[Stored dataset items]
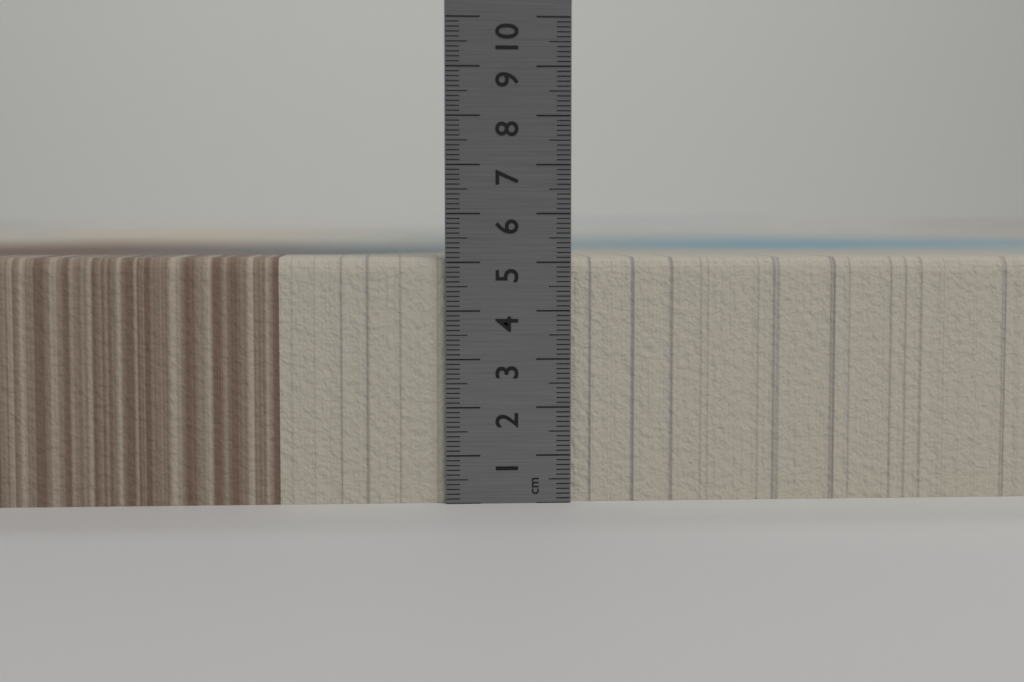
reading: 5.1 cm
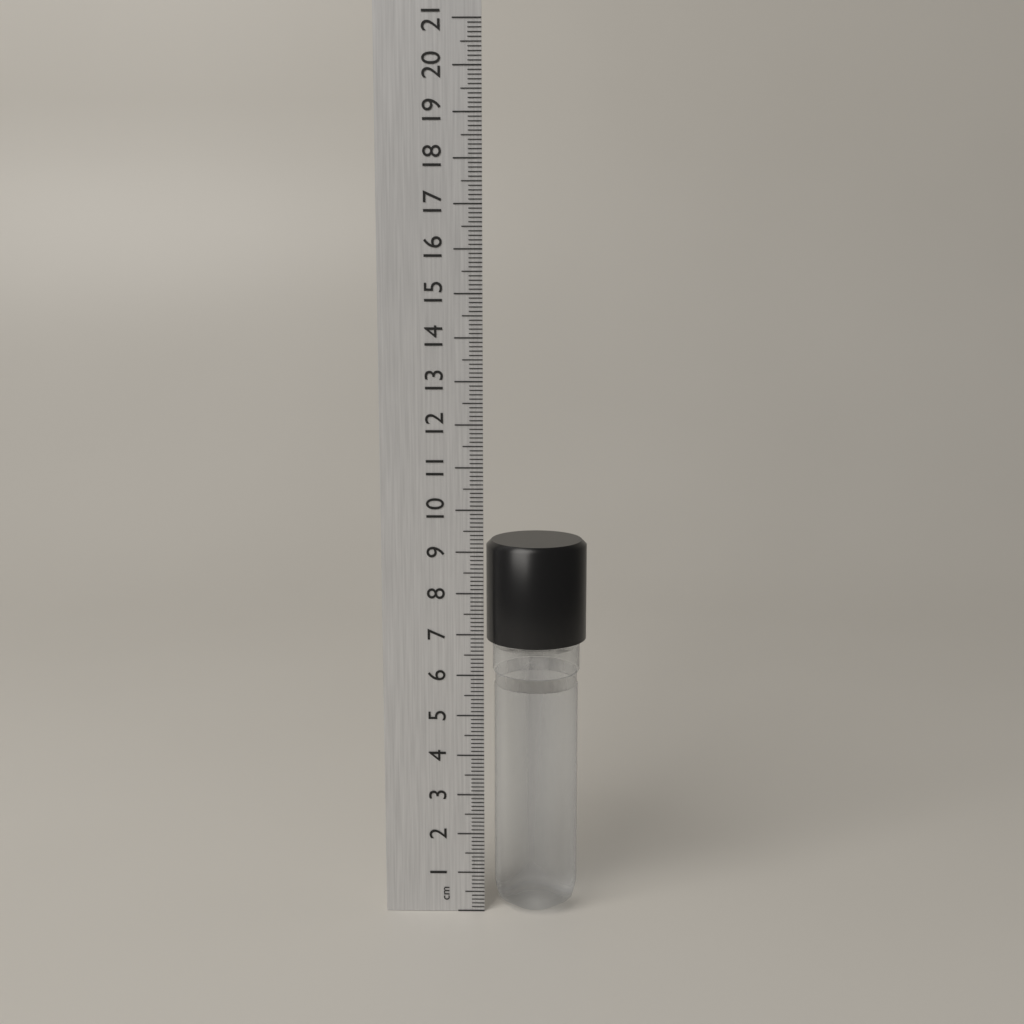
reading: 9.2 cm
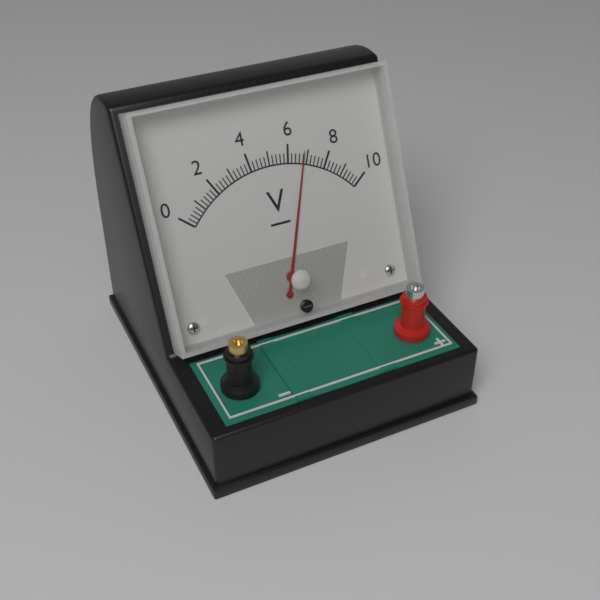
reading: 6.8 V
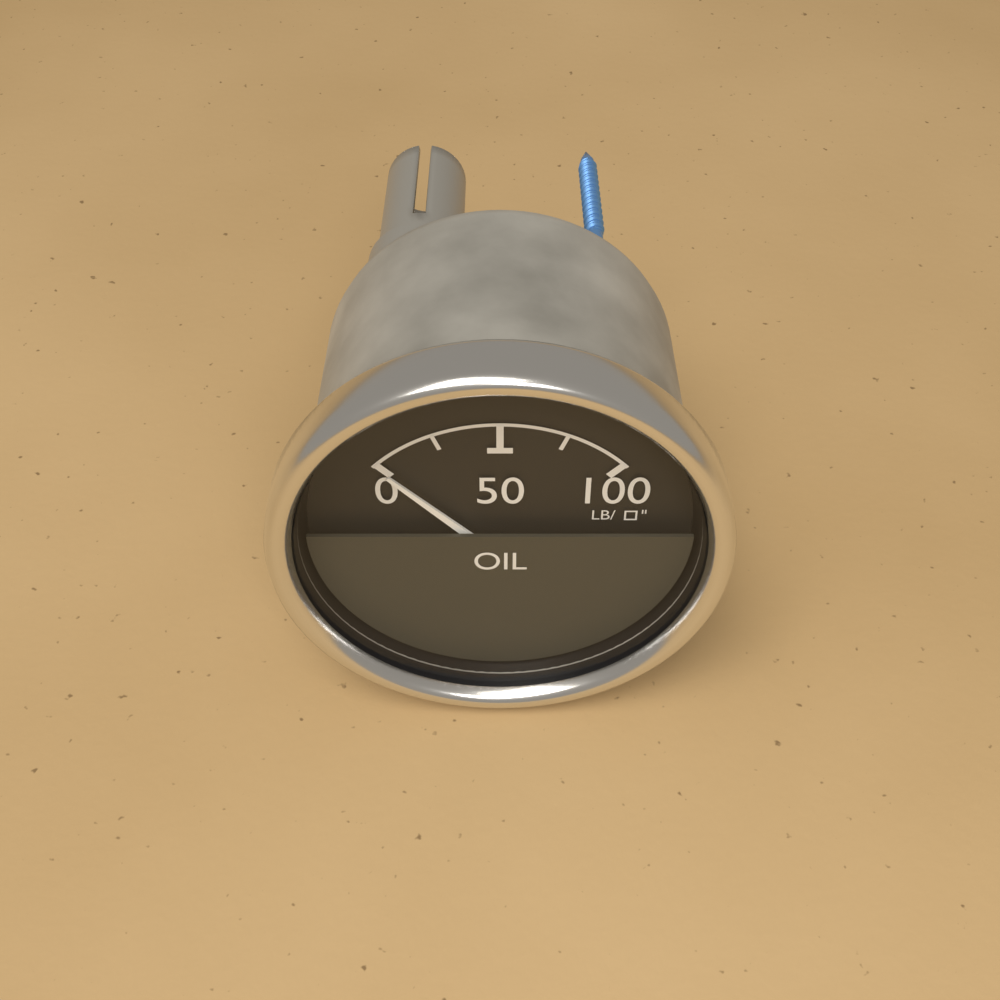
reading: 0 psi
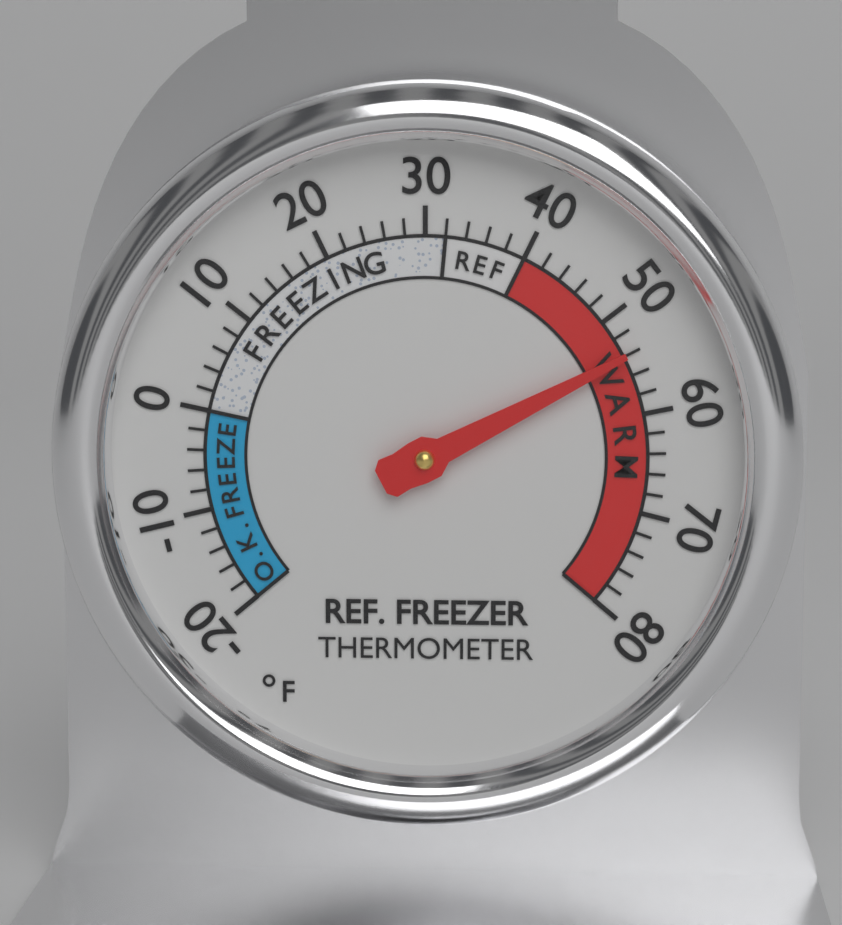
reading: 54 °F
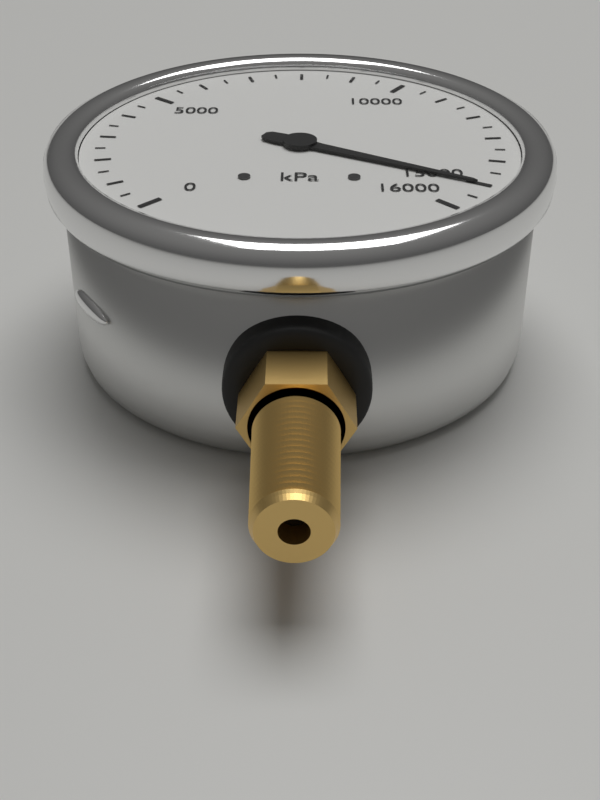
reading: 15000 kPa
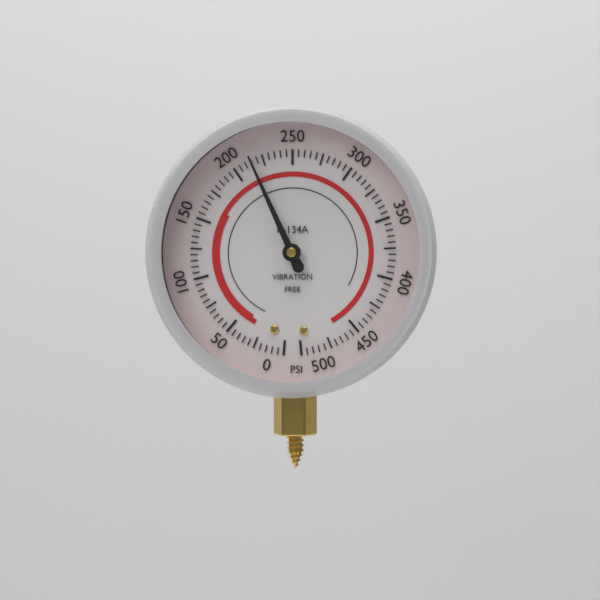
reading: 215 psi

#### About this exercise
A faithful copy of all the lines above is needed, with the pictures omitted.

#### Answer for the task
reading: 5.1 cm
reading: 9.2 cm
reading: 6.8 V
reading: 0 psi
reading: 54 °F
reading: 15000 kPa
reading: 215 psi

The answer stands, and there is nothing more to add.